Mediatized Sapiens: Communicational knowledge

Lucrécia D´Alessio Ferrara 20 mediatization that emerges as an experience of living among technical means requires knowledge capable of adapting to the uncertainty of the indeterminate without a determined time or place. However, led by mediatization, social exercise requires the ability to solve problems, although nothing presents a safe method to prefigure it in its possible developments. In this sense, an epistemology of communication attentive to the ex- ercise of mediatization does not confound communication with action programs, even if they are ethical and desirable as moral or political performances, clearly demarcated. The mediatiza- tion of these performances goes far beyond the performances already enshrined in the circulation of media communication, such as that focused on consumption and led by persuasive ad- vertising strategies, supported by preferences, desires, or psy- chological drives, foreseen and explained by psychoanalysis (José Luis Aidar), or by newsworthiness, more or less favorable to the impulse, which makes the news a game of interests in dis- semination and, in some cases, in circulation. More than ever, mediatization demands the criticism of scheduled or explana- tory tactics or strategies of knowledge itself (Ana Paula da Rosa; Pedro Gilberto Gomes). That is, as a possible epistemology of communication, mediatization appears as a critique of communicology itself that is based on theoretical or political programs; that is, the mediatization of social processes is found in the imponderability of its emergence and obeys nothing; however, adhering to the logic of the media, mediatization observes circulation and this characteristic is responsible for the constitution of public opinion and the nature of consumption, both led by transmission, more like the propagation of interests than the development of ways of thinking. Circulation as propagation is predicted by the logic of the media, but this logic changes in the dynamics of public opin- ion itself and, therefore, it cannot be determined by the way it circulates or by its causes and consequences. Through circula- tion as a chapter of the logic of the media, the repetition or reit- eration that enshrines media programs seems to be scheduled, but mediatization, as the circulation of experience itself, can al- ways emerge new and unforeseen.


*EXERCISE AIM:* Within the records below, find each line that holds the string "this", then copy it.

-------------------------

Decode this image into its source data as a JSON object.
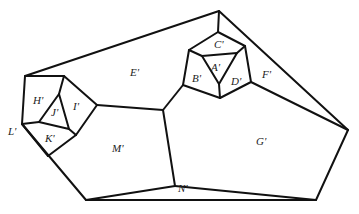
{
  "diagram": {
    "type": "planar-graph-dual",
    "line_color": "#111111",
    "background": "#ffffff",
    "regions": [
      {
        "id": "A",
        "label": "A'",
        "x": 215,
        "y": 68
      },
      {
        "id": "B",
        "label": "B'",
        "x": 193,
        "y": 78
      },
      {
        "id": "C",
        "label": "C'",
        "x": 216,
        "y": 47
      },
      {
        "id": "D",
        "label": "D'",
        "x": 233,
        "y": 84
      },
      {
        "id": "E",
        "label": "E'",
        "x": 131,
        "y": 74
      },
      {
        "id": "F",
        "label": "F'",
        "x": 262,
        "y": 76
      },
      {
        "id": "G",
        "label": "G'",
        "x": 256,
        "y": 143
      },
      {
        "id": "H",
        "label": "H'",
        "x": 32,
        "y": 101
      },
      {
        "id": "I",
        "label": "I'",
        "x": 73,
        "y": 108
      },
      {
        "id": "J",
        "label": "J'",
        "x": 50,
        "y": 114
      },
      {
        "id": "K",
        "label": "K'",
        "x": 44,
        "y": 140
      },
      {
        "id": "L",
        "label": "L'",
        "x": 8,
        "y": 133
      },
      {
        "id": "M",
        "label": "M'",
        "x": 112,
        "y": 150
      },
      {
        "id": "N",
        "label": "N'",
        "x": 180,
        "y": 190
      }
    ]
  }
}
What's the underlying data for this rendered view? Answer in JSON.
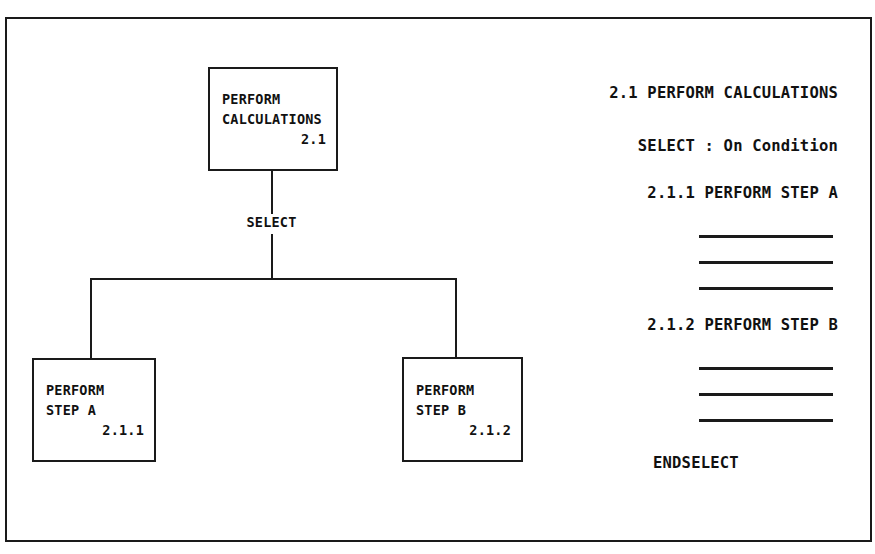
{
  "diagram": {
    "background_color": "#ffffff",
    "line_color": "#1a1a1a",
    "text_color": "#111111"
  },
  "tree": {
    "root_box": {
      "line1": "PERFORM",
      "line2": "CALCULATIONS",
      "number": "2.1"
    },
    "connector_label": "SELECT",
    "children": [
      {
        "line1": "PERFORM",
        "line2": "STEP A",
        "number": "2.1.1"
      },
      {
        "line1": "PERFORM",
        "line2": "STEP B",
        "number": "2.1.2"
      }
    ]
  },
  "pseudocode": {
    "lines": [
      {
        "text": "2.1 PERFORM CALCULATIONS"
      },
      {
        "text": "SELECT : On Condition"
      },
      {
        "text": "2.1.1 PERFORM STEP A"
      },
      {
        "text": "2.1.2 PERFORM STEP B"
      },
      {
        "text": "ENDSELECT"
      }
    ],
    "rule_count_first_group": 3,
    "rule_count_second_group": 3
  }
}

-------------------------

*WORKED SOLUTION:*
Decode this image into its source data as a JSON object.
What's the underlying data for this rendered view? Answer in JSON.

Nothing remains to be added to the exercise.